Marblehead responded with a 13-play drive that stalled at the Swampscott 18, but the defense forced a punt that traveled only 26 yards, giving Marblehead the ball at the 38. Keefe carried four times in six plays, finishing it off with a 3-yard scoring run. The senior running back was a workhorse for the Magicians, with 89 yards on 20 carries to go with five receptions for 20 yards, all while not at full strength.
“He was really banged up at the end of the game. We knew we had to run the ball today and put the ball in Brooks’ hands and he did a great job for us,” Rudloff said. “It wasn’t the total number of yards he had, it was the fact that he took a pounding for four quarters and didn’t let anyone else go in there for him, so it was a great game on his behalf.”
Marblehead, which finished at 5-5, opened the second half with a 12-play, 78-yard scoring drive that featured first-down conversions on third-and-12 and third-and-9. Colt Wales, who split time at quarterback with Finn Gallup, scored on a 2-yard run.
“I just think that we had them on the ropes and a couple third- and fourth-and-longs, we just couldn’t get off the field to get the offense back the ball,” Bush said. “And that’s what football is. It comes down to who’s going to make more plays, and in the end, they made more.

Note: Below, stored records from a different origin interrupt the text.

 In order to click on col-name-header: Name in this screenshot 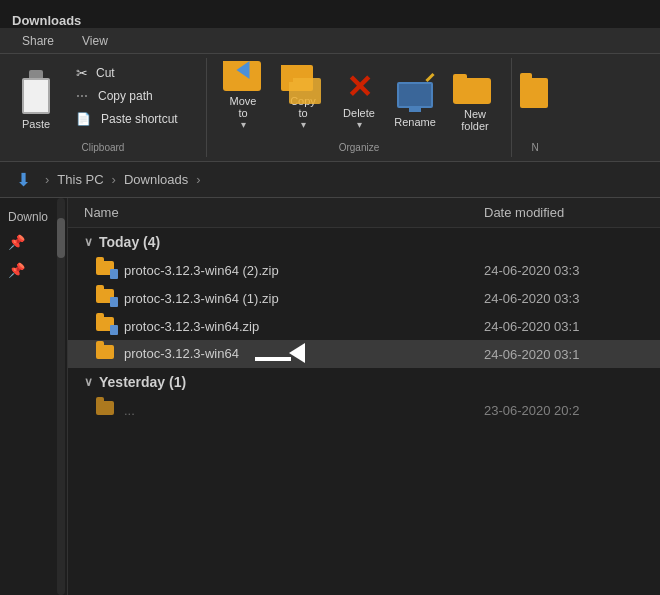, I will do `click(284, 212)`.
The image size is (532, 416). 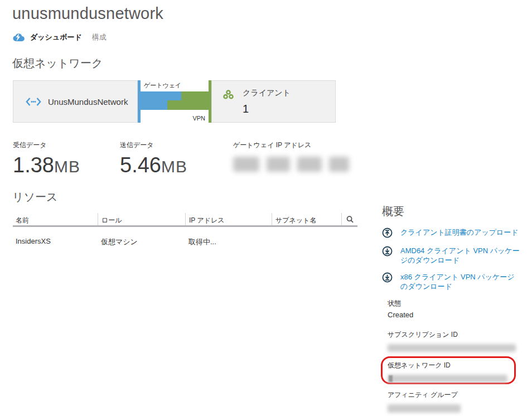 What do you see at coordinates (451, 263) in the screenshot?
I see `quick-links: クライアント証明書のアップロード AMD64 クライアント VPN パッケージの…` at bounding box center [451, 263].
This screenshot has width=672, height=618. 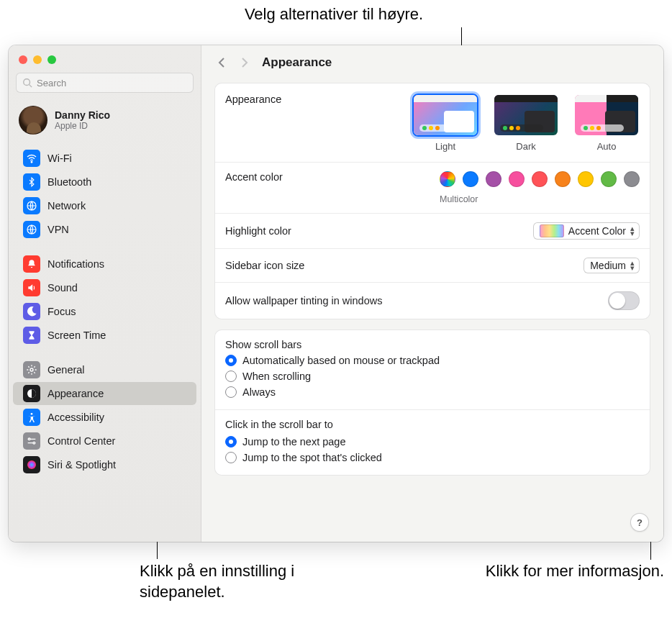 What do you see at coordinates (69, 182) in the screenshot?
I see `sidebar-item-label: Bluetooth` at bounding box center [69, 182].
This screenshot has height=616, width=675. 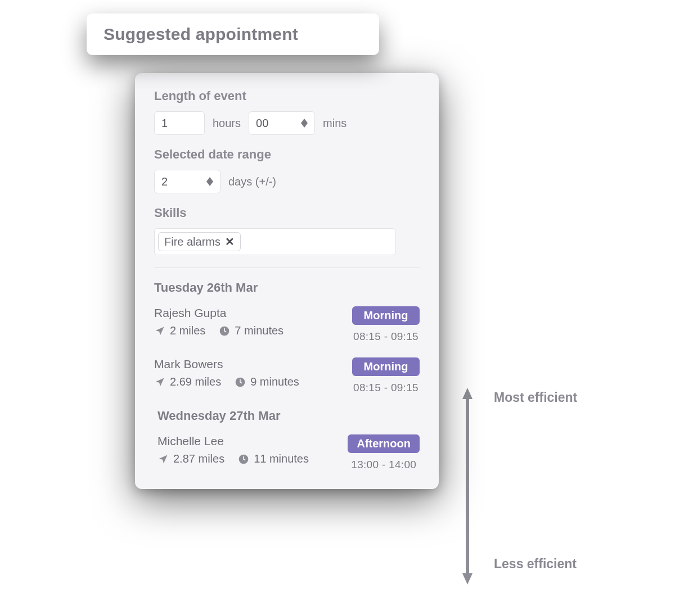 I want to click on appointment-slot: Rajesh Gupta 2 miles 7 minutes Morning 0…, so click(x=287, y=325).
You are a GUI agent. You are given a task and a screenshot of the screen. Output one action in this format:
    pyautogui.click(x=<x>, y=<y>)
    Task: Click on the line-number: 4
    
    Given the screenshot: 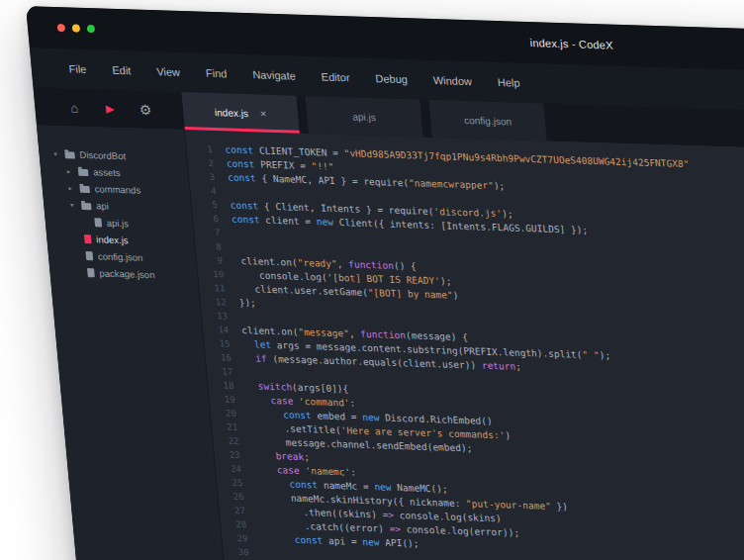 What is the action you would take?
    pyautogui.click(x=204, y=190)
    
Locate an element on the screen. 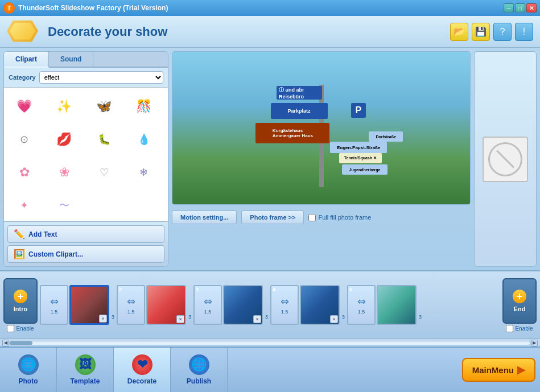 The image size is (540, 392). sign-tennis: Tennis/Squash ✕ is located at coordinates (361, 158).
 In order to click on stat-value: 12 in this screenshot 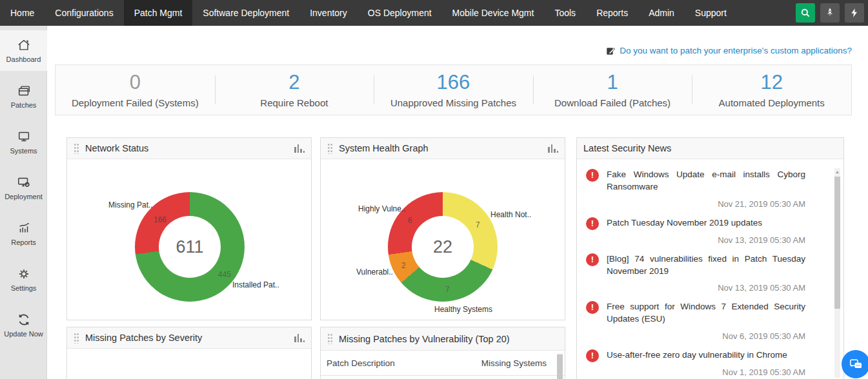, I will do `click(772, 83)`.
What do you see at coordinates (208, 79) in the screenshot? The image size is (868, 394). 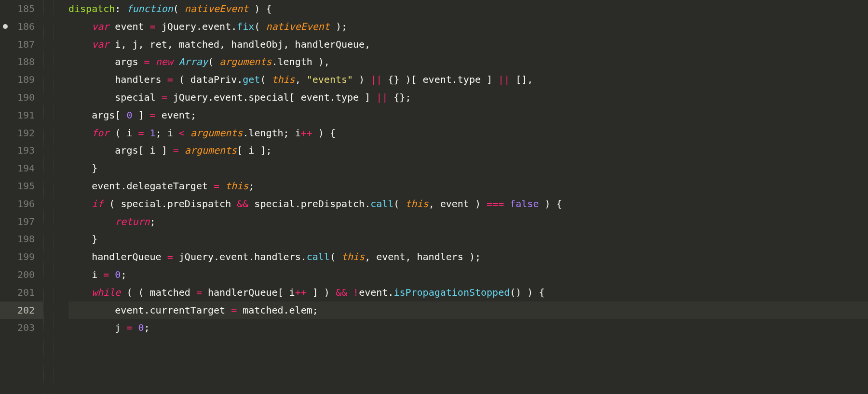 I see `token-p: ( dataPriv.` at bounding box center [208, 79].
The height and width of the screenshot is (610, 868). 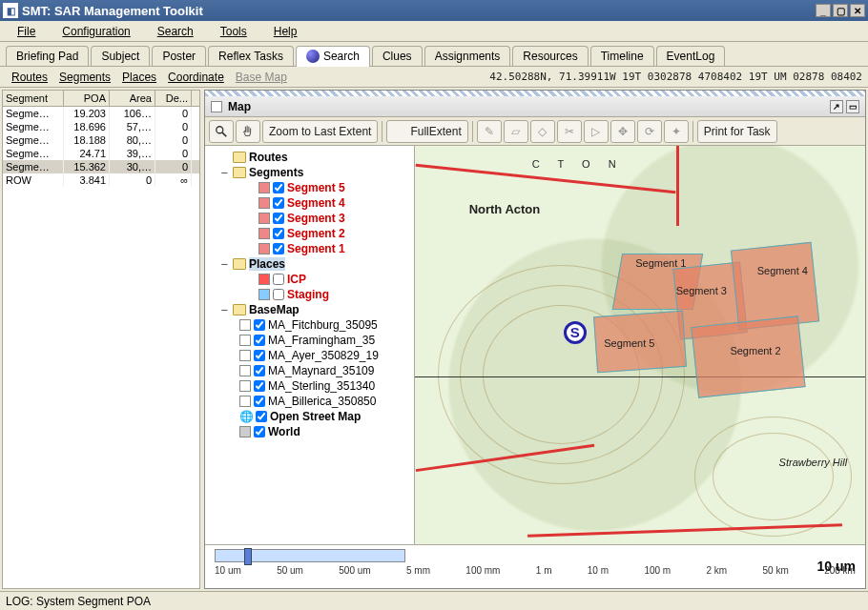 I want to click on node-tool: ✦, so click(x=676, y=132).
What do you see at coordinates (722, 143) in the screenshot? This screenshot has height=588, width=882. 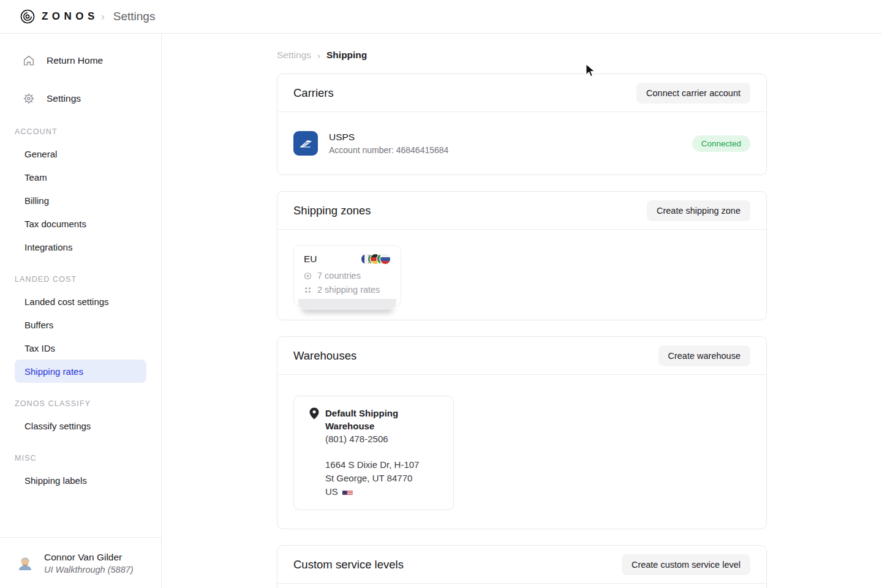 I see `status-badge-connected: Connected` at bounding box center [722, 143].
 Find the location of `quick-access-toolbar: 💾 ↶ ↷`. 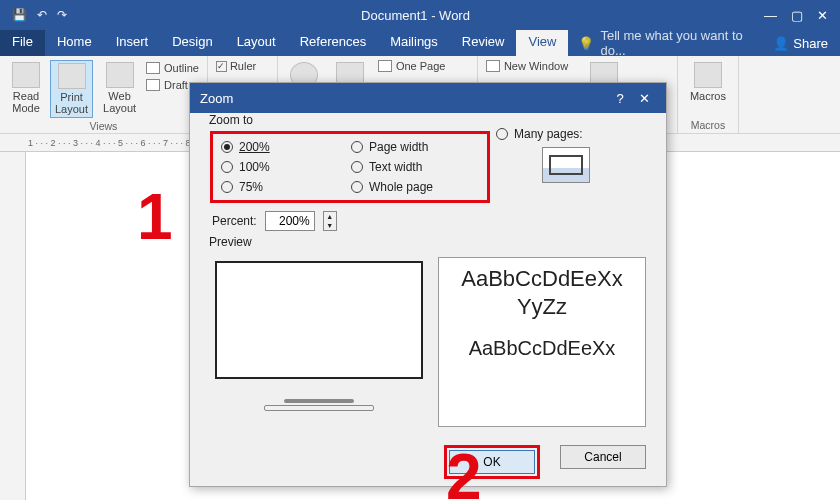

But I’m proud of the kids. Our backs were against the wall constantly and we hung in there.”
Rudloff was impressed with the resiliency and soundness of Swampscott, which went 6-5 in Bush’s inaugural season as head coach.
“The one thing that you notice in all the Swampscott games is they are fundamentally sound,” he said. “They’re kind of the opposite of Marblehead. They’re not going to make a dumb play. Everything they do is well thought out. The kids are very well coached, and if you take a nap on them, they’re going to catch you. And that’s what happened today.”
In the end, however, the rivalry game ended the same as the previous 10, with the Magicians on top.
“You know, we made a bunch of crucial mistakes at the wrong times, but, we played hard the whole game,” Keefe said. “I thought our defense was really strong, besides a couple of mistakes here and there. They were hitting hard. Props to Swampscott, they played a hard game. It’s still a rivalry, no matter what.”